You are here

4 Possible disturbances with magnetic ballasts

As mentioned before, magnetic ballasts provide a mature and long-proven technique unlikely to cause any trouble or damages to other power consumers or the supplying voltage. One possible source of disturbance, which is more likely today to cause damage or malfunction to modern sensitive equipment than was the case in the past, is the voltage peak generated by self-induction in its high inductance at the instance of turn-off. Normally this will not be a problem, since lamps are hardly ever operated in parallel with such equipment on the same circuit with a common switch, but in one case it did happen. This rather uncommon damage could only occur on account of this exotic constellation (Fig. 4.1) but it should be mentioned that it may be a bit less exotic to parallel magnetic ballast fluorescent lamps with electronic halogen lamp transformers. Cases have been reported where the latter have repeatedly been destroyed by the turn-off self-induction surges of the former, and a special surge protector has been developed. Yet the problem could as well have been avoided by paralleling the two lamp-ballast-units with a capacitor. An appropriately dimensioned compensation capacitor will form a resonance frequency equal to the mains frequency, and the AC will therefore softly sway out after the supply voltage is turned off. With a smaller capacitor the resonance frequency is higher, and the turn-off voltage peak is »only« substantially attenuated, not entirely avoided, but the height of peak is not as crucial for the likelihood of disturbances as the rise time edge, which is attenuated very much through even a small capacitance.

Fig. 4.1: Unhealthy parallel connection of an electronic load and a highly inductive load on one common power switch

In another case an old Commodore computer locked up every second time the 18 W fluorescent lamp in the bathroom of an old residential building was turned on. The home was TN-C wired, without a dedicated earth / protective conductor but only two cores in all single-phase supply lines and an interconnection between the neutral and protective earth connectors inside each single socket. This alone may have been the cause for the trouble or at least may have contributed to it [2], but anyway a capacitor connected in parallel with the ballast and lamp solved the problem.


◆ **Work request**: Your copy should match the listing word for word, apart from the pictures, which are left out.
___ Data provided
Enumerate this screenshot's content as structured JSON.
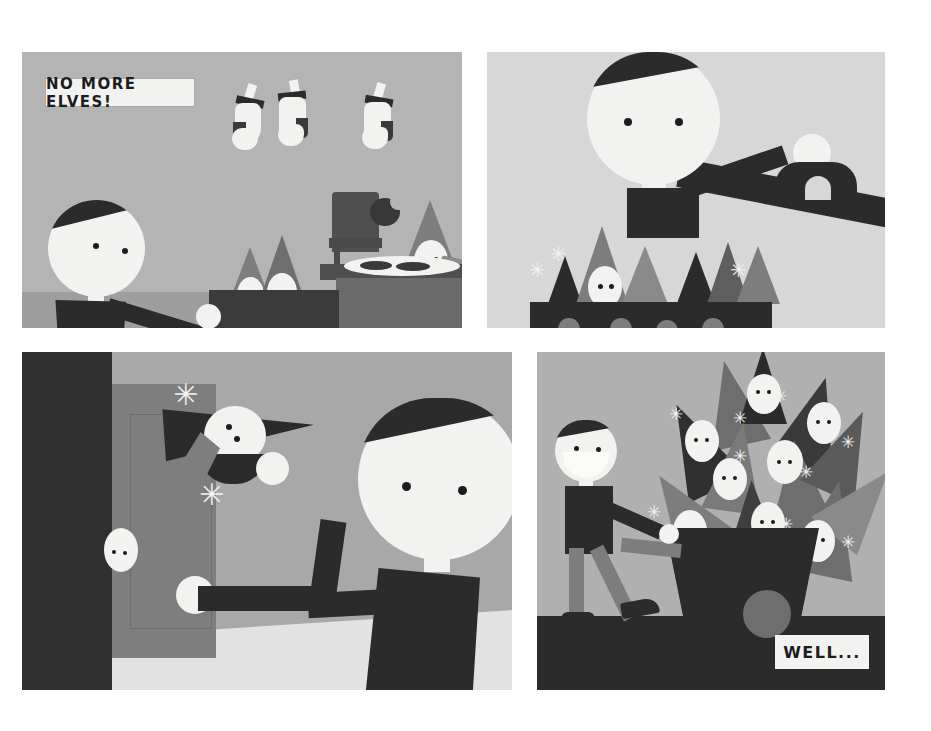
{
  "comic": {
    "title": "No More Elves",
    "page_background": "#ffffff",
    "panel_count": 4,
    "captions": [
      {
        "id": "caption-no-more-elves",
        "text": "NO MORE ELVES!",
        "panel": 1
      },
      {
        "id": "caption-well",
        "text": "WELL...",
        "panel": 4
      }
    ],
    "palette": {
      "paper_white": "#f2f2f0",
      "ink_black": "#2b2b2b",
      "deep_black": "#262626",
      "mid_gray": "#8f8f8f",
      "dark_gray": "#6e6e6e",
      "panel1_bg": "#b4b4b4",
      "panel2_bg": "#d7d7d7",
      "panel3_bg": "#a8a8a8",
      "panel3_floor": "#e2e2e2",
      "panel4_bg": "#b0b0b0",
      "panel4_floor": "#2b2b2b",
      "elf_hat": "#7d7d7d",
      "table_top": "#5d5d5d",
      "table_front": "#6f6f6f"
    },
    "panels": [
      {
        "number": 1,
        "name": "panel-1-dinner-table",
        "x": 22,
        "y": 52,
        "width": 440,
        "height": 276,
        "background": "#b4b4b4",
        "description": "Santa shouts NO MORE ELVES at elves eating cookies at a table; three stockings hang above.",
        "caption": "NO MORE ELVES!",
        "elements": [
          "santa",
          "stocking-1",
          "stocking-2",
          "stocking-3",
          "elf-a",
          "elf-b",
          "elf-c",
          "table",
          "chair",
          "cookie-plate",
          "bitten-cookie"
        ]
      },
      {
        "number": 2,
        "name": "panel-2-caged-elves",
        "x": 487,
        "y": 52,
        "width": 398,
        "height": 276,
        "background": "#d7d7d7",
        "description": "Santa and a helper load elves into a barred crate.",
        "caption": "",
        "elements": [
          "santa-head",
          "helper-head",
          "beam-arm",
          "crate",
          "crate-bars",
          "elf-hats"
        ]
      },
      {
        "number": 3,
        "name": "panel-3-throwing-out",
        "x": 22,
        "y": 352,
        "width": 490,
        "height": 338,
        "background": "#a8a8a8",
        "description": "Santa throws a struggling elf out through an open doorway.",
        "caption": "",
        "elements": [
          "doorway",
          "door-panel",
          "santa-head",
          "santa-arm",
          "flung-elf",
          "outside-elf"
        ]
      },
      {
        "number": 4,
        "name": "panel-4-wheelbarrow",
        "x": 537,
        "y": 352,
        "width": 348,
        "height": 338,
        "background": "#b0b0b0",
        "description": "A grinning Santa pushes a wheelbarrow heaped with elves.",
        "caption": "WELL...",
        "elements": [
          "santa-smiling",
          "wheelbarrow",
          "wheel",
          "elf-pile",
          "floor"
        ]
      }
    ]
  }
}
______
◆ **Task result**:
Enumerate this screenshot's content as structured JSON.
{
  "comic": {
    "title": "No More Elves",
    "page_background": "#ffffff",
    "panel_count": 4,
    "captions": [
      {
        "id": "caption-no-more-elves",
        "text": "NO MORE ELVES!",
        "panel": 1
      },
      {
        "id": "caption-well",
        "text": "WELL...",
        "panel": 4
      }
    ],
    "palette": {
      "paper_white": "#f2f2f0",
      "ink_black": "#2b2b2b",
      "deep_black": "#262626",
      "mid_gray": "#8f8f8f",
      "dark_gray": "#6e6e6e",
      "panel1_bg": "#b4b4b4",
      "panel2_bg": "#d7d7d7",
      "panel3_bg": "#a8a8a8",
      "panel3_floor": "#e2e2e2",
      "panel4_bg": "#b0b0b0",
      "panel4_floor": "#2b2b2b",
      "elf_hat": "#7d7d7d",
      "table_top": "#5d5d5d",
      "table_front": "#6f6f6f"
    },
    "panels": [
      {
        "number": 1,
        "name": "panel-1-dinner-table",
        "x": 22,
        "y": 52,
        "width": 440,
        "height": 276,
        "background": "#b4b4b4",
        "description": "Santa shouts NO MORE ELVES at elves eating cookies at a table; three stockings hang above.",
        "caption": "NO MORE ELVES!",
        "elements": [
          "santa",
          "stocking-1",
          "stocking-2",
          "stocking-3",
          "elf-a",
          "elf-b",
          "elf-c",
          "table",
          "chair",
          "cookie-plate",
          "bitten-cookie"
        ]
      },
      {
        "number": 2,
        "name": "panel-2-caged-elves",
        "x": 487,
        "y": 52,
        "width": 398,
        "height": 276,
        "background": "#d7d7d7",
        "description": "Santa and a helper load elves into a barred crate.",
        "caption": "",
        "elements": [
          "santa-head",
          "helper-head",
          "beam-arm",
          "crate",
          "crate-bars",
          "elf-hats"
        ]
      },
      {
        "number": 3,
        "name": "panel-3-throwing-out",
        "x": 22,
        "y": 352,
        "width": 490,
        "height": 338,
        "background": "#a8a8a8",
        "description": "Santa throws a struggling elf out through an open doorway.",
        "caption": "",
        "elements": [
          "doorway",
          "door-panel",
          "santa-head",
          "santa-arm",
          "flung-elf",
          "outside-elf"
        ]
      },
      {
        "number": 4,
        "name": "panel-4-wheelbarrow",
        "x": 537,
        "y": 352,
        "width": 348,
        "height": 338,
        "background": "#b0b0b0",
        "description": "A grinning Santa pushes a wheelbarrow heaped with elves.",
        "caption": "WELL...",
        "elements": [
          "santa-smiling",
          "wheelbarrow",
          "wheel",
          "elf-pile",
          "floor"
        ]
      }
    ]
  }
}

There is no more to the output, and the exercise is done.